The global solar industry has entered a brutal phase of consolidation and nowhere are the effects as dramatic as in eastern Germany. Several companies have already declared bankruptcy, leaving towns and cities in the region struggling with job losses and tax revenue shortfalls. The future bodes ill.
he sun, it was said, was going to save Frankfurt an der Oder, a city of 60,000 on the Polish border. After years of post-reunification economic doldrums, whose nadir came with the 2003 failure of a much-ballyhooed microchip factory project, the burgeoning German solar industry took an interest in the down-on-its-luck city.

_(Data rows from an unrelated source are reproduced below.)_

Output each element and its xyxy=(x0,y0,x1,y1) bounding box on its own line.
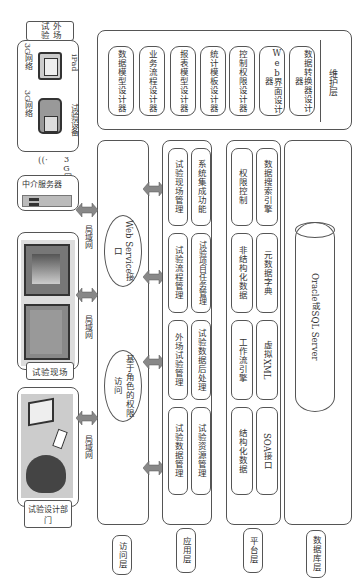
ipad-label: iPad xyxy=(70,54,79,71)
designer-data-model: 数据模型设计器 xyxy=(108,46,134,116)
crt-monitor-icon xyxy=(24,244,70,296)
designer-label: 数据转换器设计器 xyxy=(293,47,311,115)
test-site-title: 试验现场 xyxy=(26,362,74,380)
database-cylinder: Oracle或SQL Server xyxy=(295,222,335,412)
test-device-icon xyxy=(38,98,62,134)
platform-item-unstructured-data: 非结构化数据 xyxy=(231,233,253,313)
designer-label: 数据模型设计器 xyxy=(117,50,126,113)
designer-stat-template: 统计模板设计器 xyxy=(200,46,226,116)
designer-web-ui: Web界面设计器 xyxy=(259,46,285,116)
middle-server-title: 中介服务器 xyxy=(22,178,62,189)
app-item-data-mgmt: 试验数据管理 xyxy=(168,407,188,495)
maintenance-layer-label: 维护层 xyxy=(326,62,342,102)
designer-label: 控制权限设计器 xyxy=(238,50,247,113)
platform-item-virtual-xml: 虚拟XML xyxy=(256,320,278,400)
ipad-icon xyxy=(38,52,62,80)
designer-label: Web界面设计器 xyxy=(263,47,281,115)
lan-label-3: 局域网 xyxy=(82,435,93,459)
designer-business-flow: 业务流程设计器 xyxy=(139,46,165,116)
platform-layer-label: 平台层 xyxy=(243,528,263,573)
app-item-resource-mgmt: 试验资源管理 xyxy=(191,407,211,495)
lcd-monitor-icon xyxy=(24,304,70,360)
designer-label: 业务流程设计器 xyxy=(148,50,157,113)
platform-item-soa-interface: SOA接口 xyxy=(256,407,278,495)
platform-item-data-search-engine: 数据搜索引擎 xyxy=(256,148,278,226)
cube-icon xyxy=(28,398,54,427)
test-device-label: 试验设备 xyxy=(68,104,79,136)
design-dept-title: 试验设计部门 xyxy=(24,500,72,528)
app-item-data-postprocess: 试验数据后处理 xyxy=(191,320,211,400)
access-layer-box xyxy=(97,140,149,525)
network-label-3g-2: 3G网络 xyxy=(22,43,33,70)
platform-item-structured-data: 结构化数据 xyxy=(231,407,253,495)
designer-report-model: 报表模型设计器 xyxy=(170,46,196,116)
arrow-icon xyxy=(76,288,98,302)
database-layer-label: 数据库层 xyxy=(306,530,326,578)
rbac-ellipse: 基于角色的权限访问 xyxy=(104,350,142,422)
web-service-ellipse: Web Service接口 xyxy=(104,215,142,287)
field-test-title: 外场试验 xyxy=(26,21,74,41)
server-icon xyxy=(22,195,72,207)
designer-control-permission: 控制权限设计器 xyxy=(229,46,255,116)
platform-item-workflow-engine: 工作流引擎 xyxy=(231,320,253,400)
designer-label: 统计模板设计器 xyxy=(209,50,218,113)
app-item-system-integration: 系统集成功能 xyxy=(191,148,211,226)
maintenance-divider xyxy=(320,40,321,122)
arrow-icon xyxy=(76,203,98,217)
lan-label-1: 局域网 xyxy=(82,225,93,249)
lan-label-2: 局域网 xyxy=(82,315,93,339)
platform-item-metadata-dictionary: 元数据字典 xyxy=(256,233,278,313)
access-layer-label: 访问层 xyxy=(112,535,132,575)
network-label-3g-1: 3G网络 xyxy=(22,90,33,117)
user-icon xyxy=(26,455,66,493)
app-item-field-test-mgmt: 外场试验管理 xyxy=(168,320,188,400)
app-item-field-site-mgmt: 试验现场管理 xyxy=(168,148,188,226)
designer-label: 报表模型设计器 xyxy=(179,50,188,113)
platform-item-permission-control: 权限控制 xyxy=(231,148,253,226)
app-item-project-task-mgmt: 试验项目任务管理 xyxy=(191,233,211,313)
arrow-icon xyxy=(76,411,98,425)
app-item-process-mgmt: 试验流程管理 xyxy=(168,233,188,313)
application-layer-label: 应用层 xyxy=(176,528,196,573)
database-cylinder-top xyxy=(295,222,335,238)
signal-icon: ((· xyxy=(38,155,48,165)
designer-data-converter: 数据转换器设计器 xyxy=(289,46,315,116)
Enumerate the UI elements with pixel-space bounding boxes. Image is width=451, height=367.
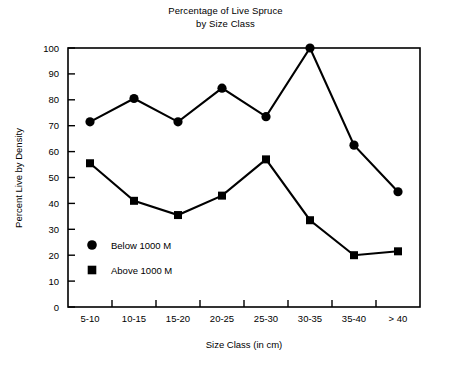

In 2006, solar-panel manufacturer Conergy moved into the never-used computer chip factory, joining Odersun, already headquartered in the city. In 2007, the United States solar giant First Solar opened a factory as well, followed by a second one last year.
Now, though, the future suddenly looks decidedly dark. Odersun declared bankruptcy in March and Conergy, while pledging to return to profit this year, has seen its share price lose 99.6 percent of its value in the last five years. Many doubt the company will survive. Worst of all, however, was the announcement earlier this month that First Solar was closing both of its factories in Frankfurt an der Oder; 1,200 people will soon be jobless as a result.“We saw the solar industry as a chance to reindustrialize the region and invested significantly in incentives,” Frankfurt an der Oder Mayor Martin Wilke told SPIEGEL ONLINE. “This is a serious setback. It is a very difficult situation.”



Another hard lesson about government dependence for the East Germans.
Generally a donkey doesn’t hit the same stone twice.